Last night I was walking past the McDonald’s on 31st Street. I stopped in my tracks. The place was surrounded by a makeshift wood fence and the roof of the building was mostly gone. In the dark it looked like there had been a huge fire. Someone standing nearby saw me looking at it and said “Yeah, what the hell happened?” I said I had no idea, and he said it looked like the place burned down. Certainly that would have been written up in one of the hyperlocal Astoria news sites. No such mention of McDonald’s was found anywhere on the Intertubes.
I passed by again today and a passer by saw my interest in the mess. He said that the Department of Buildings had busted them for having too much exposure to fiberglass. I had never heard of that as being a problem but evidently it is. It can fuck with your breathing. I wonder if it’s always been that way at that location, and if lawsuits await. That location has been there a long time. Now they have to gut out and basically rebuild the whole fucking place — although it looks like the PLAYLAND part has been spared.
It reminded me of the anecdote a friend from CNN related: No McDonald’s location had ever closed. Some had been relocated on account of construction — the McDonald’s at the CNN Center was one such example — but none had ever officially closed. That story was true in 1997 but it did not remain so. I posted it to my web site and someone wrote to say that the first McDonald’s closure ever had occurred recently somewhere in North Carolina.
Yes, this matters.
I tweeted a bunch today. I called a woman who called me yesterday. She did not call back. The immediacy of things today seem to make a 24-hour response time the same as not happening at all.
Tomorrow could be the day I finally get my blogging shit in order. I want to close this .MOBI as a separate, semi-private site. I might just nuke it altogether. Taking .MOBI to a subcategory of Sorabji.COM would mean surcease of posting the confessional, too-revealing stuff, such as my cock size or pictures of blood flowing from my head. I don’t need the general Internet lapping that shit up. I have nothing to hide from the world but I also do not need controversy or unintended consequences.
On the other hand self-censoring myself on my own fucking web site is just completely against my instincts. If I could make the .MOBI category hidden from the searchies that would be aces but I don’t see how that is possible. Aah, there is probably a plugin for that. In fact I am sure there is. I think it’s called Advanced Category Exclusion. I’ll dick around with it.
Tonight a friend stops by for our ritual Degenerate Night. I can summarize my intriguing week of amazing conversation and anticipation. Or we can just talk football. I miss good conversation.
I took an Italian leather bag to a shop on Broadway. Holy crap she did a good job. The inner fabric was torn on both sides, and only getting worse. She yanked out the fabric and replaced it with a solid brown pattern… Kind of hard to explain, actually, but it’s really good work. I paid ~$275 for this bag years ago, and it is a damn fine bag, so I guess it was worth the $45 to get it fixed.
Damn, a woman I used to work with at Avon just walked past. She walked past yesterday at about this same time, maybe even the same minute. She was a horrible worker at Avon. I kicked all ass at that company. I remember the day I got hired as a “permanent” (what the fuck that means) employee. The manager could barely contain herself, saying over and over that “THIS IS A GOOD COMPANY. IT’S A GOOD COMPANY!”
To my way of thinking at the time any place that would give me a job was a “good” company. But that’s not what she meant. She meant that Avon was a company where the management does not screw you over or take advantage of you. If a salaried worker put in long hours they would be compensated somehow or other. I remember Donna — the best boss I ever had — giving me a couple of days off after I put in some epic 15-hour days. And another boss (who will remain unnamed because she was just about the worst boss I ever had) threw a surprise party for me to say thanks for doing something similar — putting in epic hours. I used to love doing that. Long, long hours. It’s the only thing I have in common with Travis Bickle.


• _YOUR ASSIGNMENT_
From the first line to the last, please reproduce the material exactly, skipping the pictures.
::::
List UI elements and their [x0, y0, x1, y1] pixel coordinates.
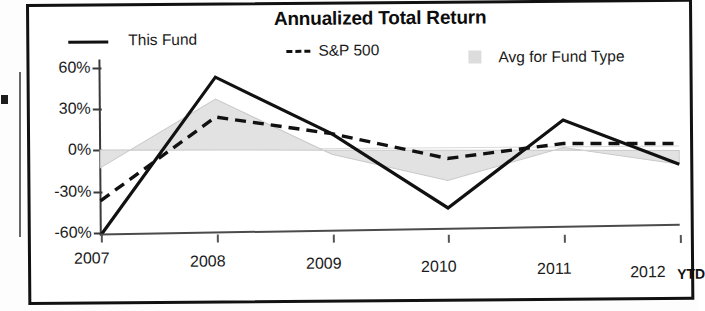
x-tick-2008: [217, 235, 219, 243]
page-margin-mark: [1, 95, 8, 104]
x-axis-label-2007: 2007: [74, 249, 110, 267]
x-axis-label-2011: 2011: [537, 260, 572, 278]
x-tick-2009: [333, 235, 335, 243]
chart-area: Annualized Total Return This Fund S&P 50…: [30, 1, 687, 302]
x-axis-ytd-note: YTD: [677, 266, 705, 282]
x-tick-2007: [101, 234, 103, 242]
x-axis-label-2012: 2012: [630, 263, 666, 281]
x-axis-label-2009: 2009: [306, 255, 342, 273]
x-tick-2011: [564, 235, 566, 243]
page-margin-rule: [19, 72, 21, 237]
x-axis-label-2008: 2008: [190, 252, 226, 270]
series-plot: [30, 1, 687, 302]
x-tick-2012: [680, 235, 682, 243]
x-axis-label-2010: 2010: [421, 258, 457, 276]
x-tick-2010: [448, 235, 450, 243]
::::
• _ANSWER FOR THE TASK_
List UI elements and their [x0, y0, x1, y1] pixel coordinates.
x-tick-2008: [217, 235, 219, 243]
page-margin-mark: [1, 95, 8, 104]
x-axis-label-2007: 2007: [74, 249, 110, 267]
x-axis-label-2011: 2011: [537, 260, 572, 278]
x-tick-2009: [333, 235, 335, 243]
chart-area: Annualized Total Return This Fund S&P 50…: [30, 1, 687, 302]
x-axis-ytd-note: YTD: [677, 266, 705, 282]
x-tick-2007: [101, 234, 103, 242]
x-axis-label-2012: 2012: [630, 263, 666, 281]
x-axis-label-2009: 2009: [306, 255, 342, 273]
x-tick-2011: [564, 235, 566, 243]
page-margin-rule: [19, 72, 21, 237]
x-axis-label-2008: 2008: [190, 252, 226, 270]
series-plot: [30, 1, 687, 302]
x-tick-2012: [680, 235, 682, 243]
x-axis-label-2010: 2010: [421, 258, 457, 276]
x-tick-2010: [448, 235, 450, 243]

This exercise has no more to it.